#### [What you have to do]
The records below are to be written out exactly, with every picture omitted.
▶
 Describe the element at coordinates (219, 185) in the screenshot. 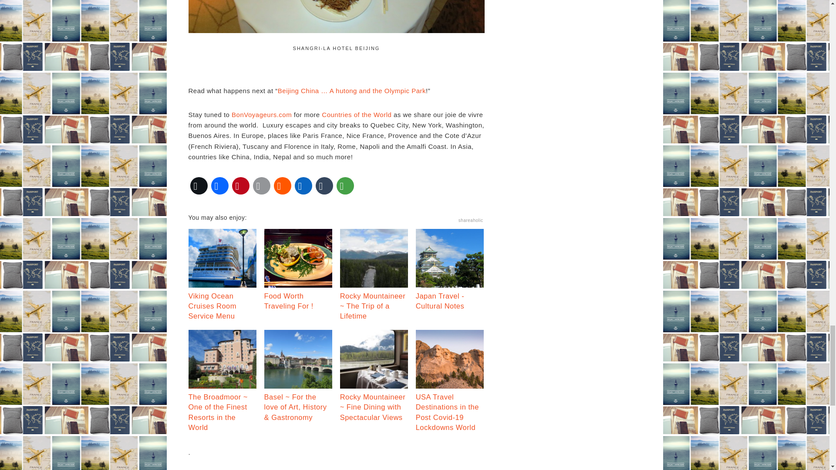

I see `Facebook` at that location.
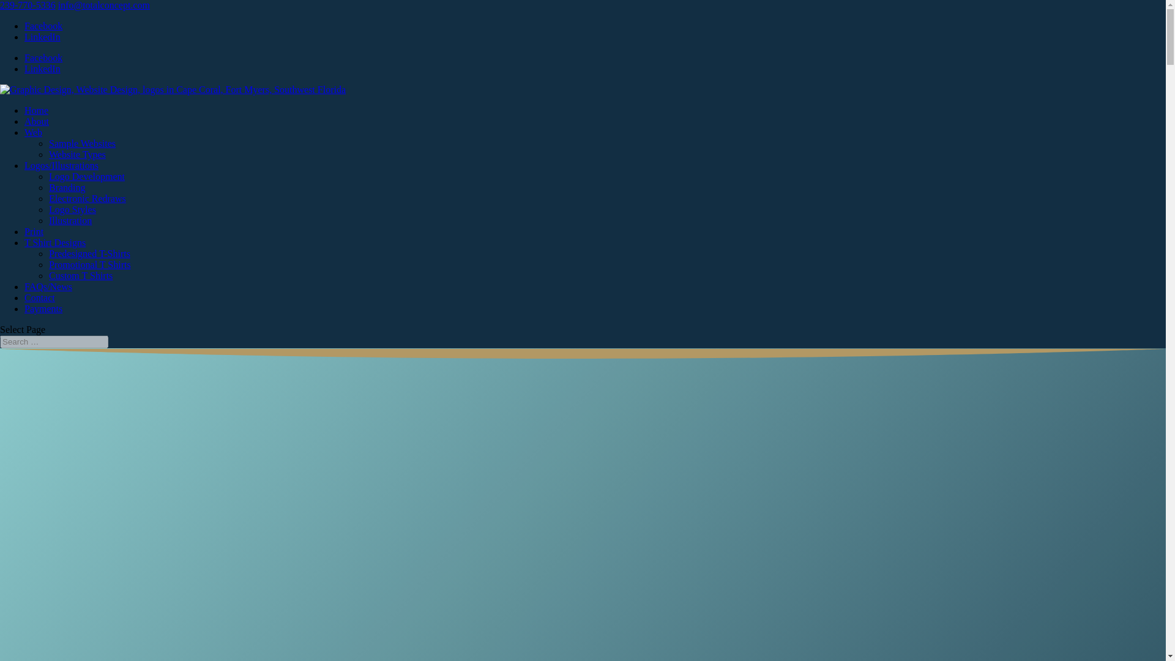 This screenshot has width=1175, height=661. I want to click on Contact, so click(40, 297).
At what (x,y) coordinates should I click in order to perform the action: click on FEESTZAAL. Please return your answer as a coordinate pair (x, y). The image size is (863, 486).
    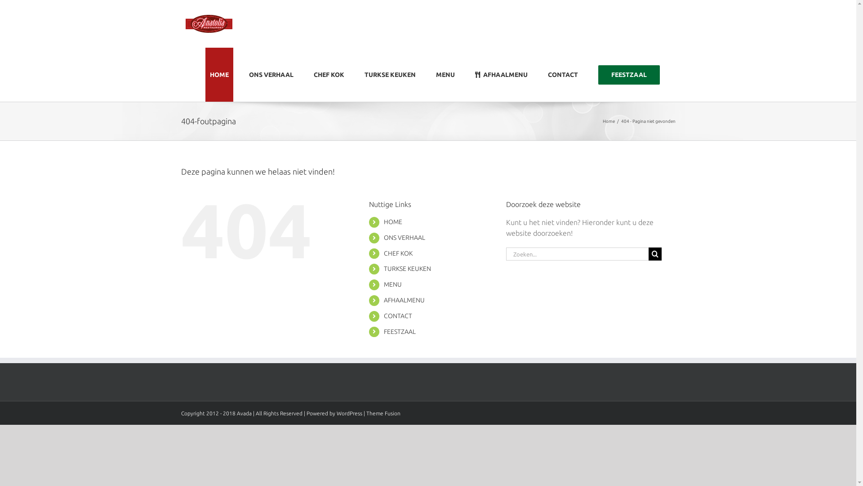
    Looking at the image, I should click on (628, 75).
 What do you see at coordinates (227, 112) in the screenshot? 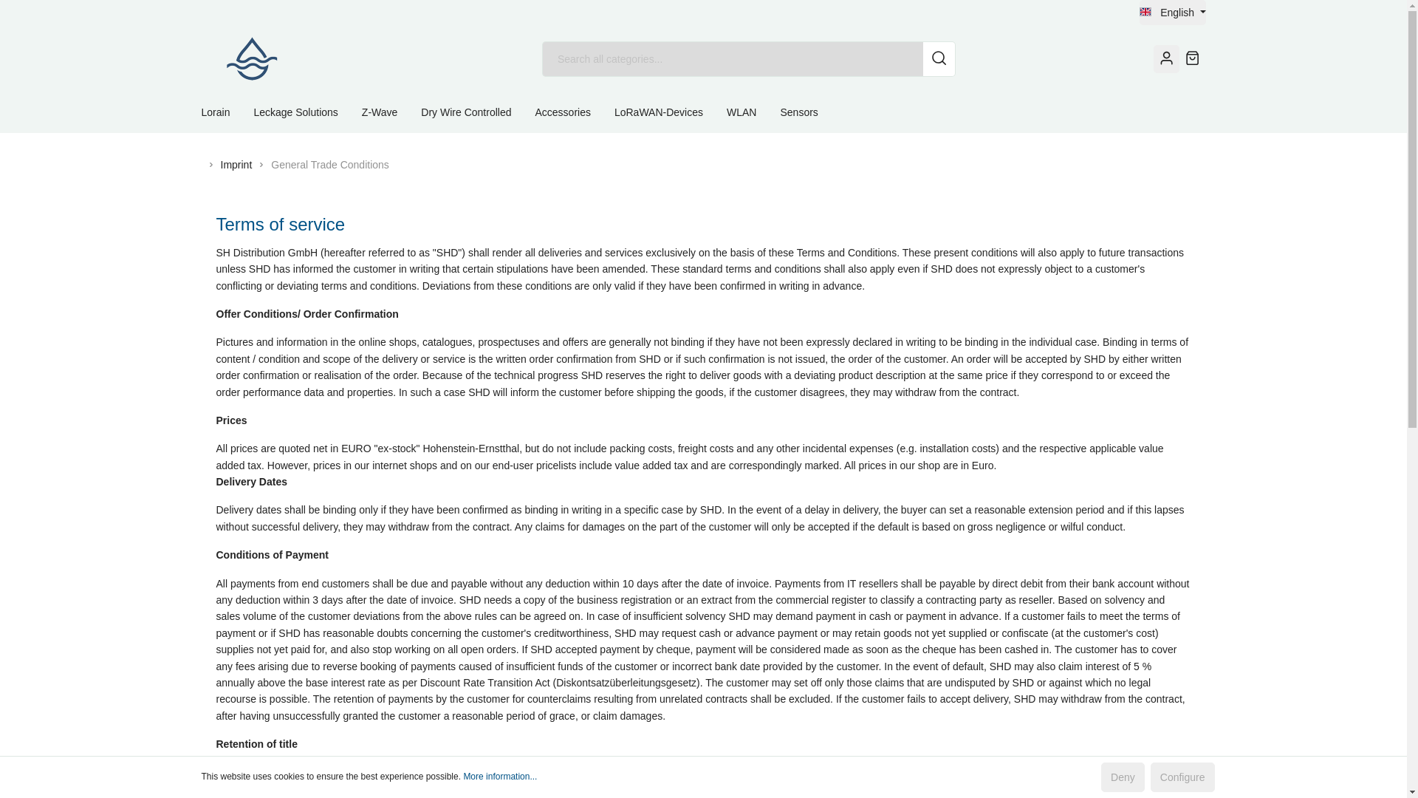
◀
#### [Answer to this exercise]
 Describe the element at coordinates (219, 185) in the screenshot. 

I see `Facebook` at that location.
 This screenshot has width=1175, height=661. I want to click on Contact, so click(40, 297).
At what (x,y) coordinates should I click in order to perform the action: click on FEESTZAAL. Please return your answer as a coordinate pair (x, y). The image size is (863, 486).
    Looking at the image, I should click on (628, 75).
 What do you see at coordinates (227, 112) in the screenshot? 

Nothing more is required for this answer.